Given that COVID is known to have a propensity to cause vascular and cardiac inflammation, which leads to higher rates of cardiac events, Travis then showed the graphics on cardiac/circulatory deaths in the US among all ages. As anticipated, rates of cardiac events in the first three years of the pandemic exceeded the expected rates, underscoring the findings in studies by pandemic researchers such Dr. Ziyad Al-Aly and others that COVID infections put people at risk for cardiovascular events and other health complications.

However, what was also disturbing was that such events appeared to have a seasonality congruent with peaks in the flu season. In other words, Travis identified the flu, as well as COVID, as a trigger event for cardiac events, with at times a 15 percent rise in such events. Although never discussed by public health officials, such seasonality has been documented in the literature with “most studies reporting ‘winter peaks’ in cardiovascular-related hospitalizations and mortality. Event rates in winter are typically 10 to 20 percent greater than during summer troughs.”

In a 2018 New England Journal of Medicine article, the authors reported that people were six times more likely to have a heart attack in the week after being diagnosed with the flu. The CDC also recently posted an update in its flu section based on an August 2020 study published in the Annals of Internal Medicine of more than 80,000 patients hospitalized for a flu infection. Among the elderly, there was a 12 percent chance of an acute cardiovascular event within a week of hospitalization. Notably, cardiovascular deaths have remained the leading cause of death in the US for decades.

Figure 10: Cardiovascular and circulatory deaths in all ages. [Photo by @greg_travis Excess Death Explorer]

Travis made the point that his findings make it clear that infection control is essential, not just for the control of SARS-CoV-2, but to reduce the transmission of all these airborne pathogens.

And if we control infections, we drive these cardiovascular deaths right down. I think that’s something that really needs to be talked about. This would reinforce the case for things like ventilation in all public buildings and universal masking, which are a lot of things that the people who get to call the shots don’t want to talk about. But these are the inconvenient truths that are emerging that COVID is not the flu and flu is not just a cold that causes sniffles.

One can’t help but describe this work as monumental and of significant benefit to the working class, for whom such data and analysis are vital for their well-being. It also enhances their political understanding to appreciate the necessity of a public health infrastructure rooted in the principles of epidemiology and prevention of disease.

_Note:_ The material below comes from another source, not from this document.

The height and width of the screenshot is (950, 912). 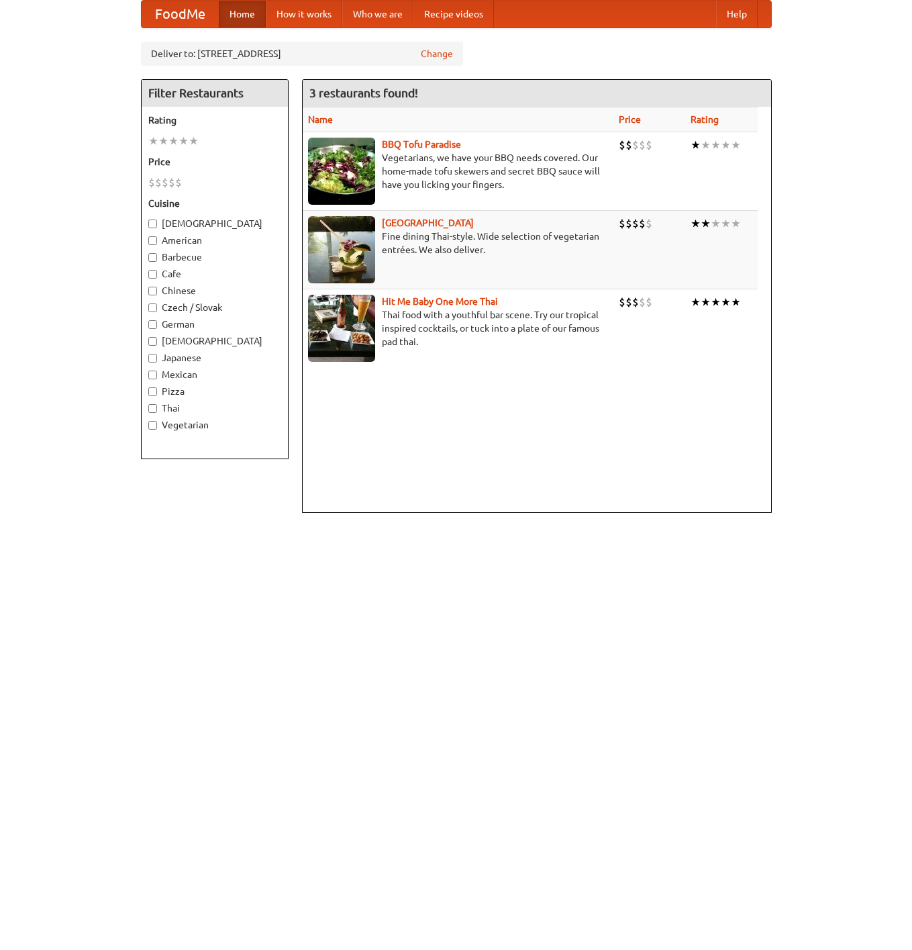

Travis’ work also functions as critical forensic evidence that demonstrates without a shred of doubt that the policies the CDC and the White House, and every other health agency across the globe, including the World Health Organization, have knowingly endangered life. They have placed the interests of the capitalist class and its financial prerogatives ahead of the well-being of the working class, which has faced the brunt of a pandemic that has seen close to 30 million excess deaths in the last four years of endless waves of infections.

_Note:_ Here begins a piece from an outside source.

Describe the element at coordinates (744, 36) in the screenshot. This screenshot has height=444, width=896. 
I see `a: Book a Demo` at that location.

However, principled scientists and researchers who call to eliminate or mitigate these infections cannot fight the ruling class with their present political understanding. Although meticulously scientific in conducting their work on the pandemic, they have little knowledge of the science of society: scientific socialism and the historical-materialist analysis of the class struggle. This was made all too clear when Dr. Ziyad Al-Aly made a plea to Senator Bernie Sanders at a recent congressional hearing for the federal government to invest more in preventing and treating Long COVID.

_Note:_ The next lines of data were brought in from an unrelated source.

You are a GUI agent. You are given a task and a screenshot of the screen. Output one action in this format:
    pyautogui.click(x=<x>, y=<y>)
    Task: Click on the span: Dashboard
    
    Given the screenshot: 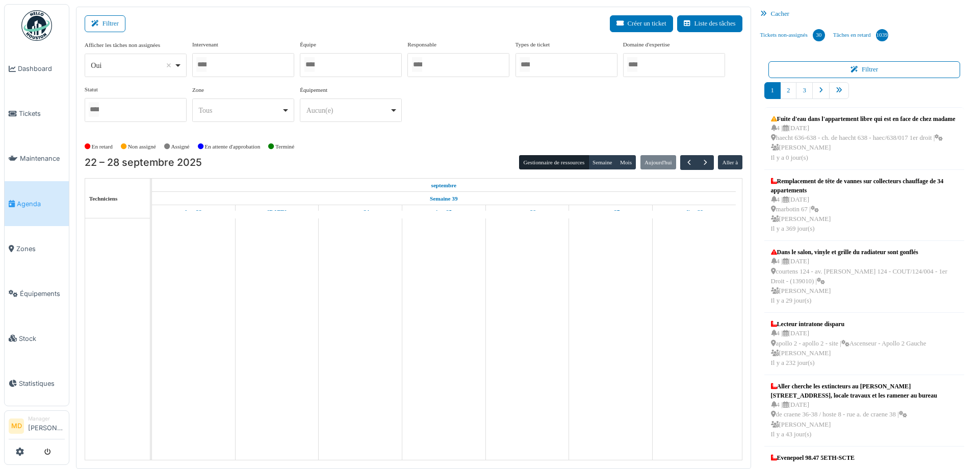 What is the action you would take?
    pyautogui.click(x=41, y=68)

Nothing will materialize from such calls when the entire state apparatus is hell bent on prosecuting the next war and every resource is spent to arm Israel in its genocidal campaign while expanding the ongoing conflict in Ukraine and more broadly in the Middle East. The only social force on which scientists can turn to and rely on to grasp and act on the lessons of the ongoing COVID-19 catastrophe and warnings of future pandemics is the international working class.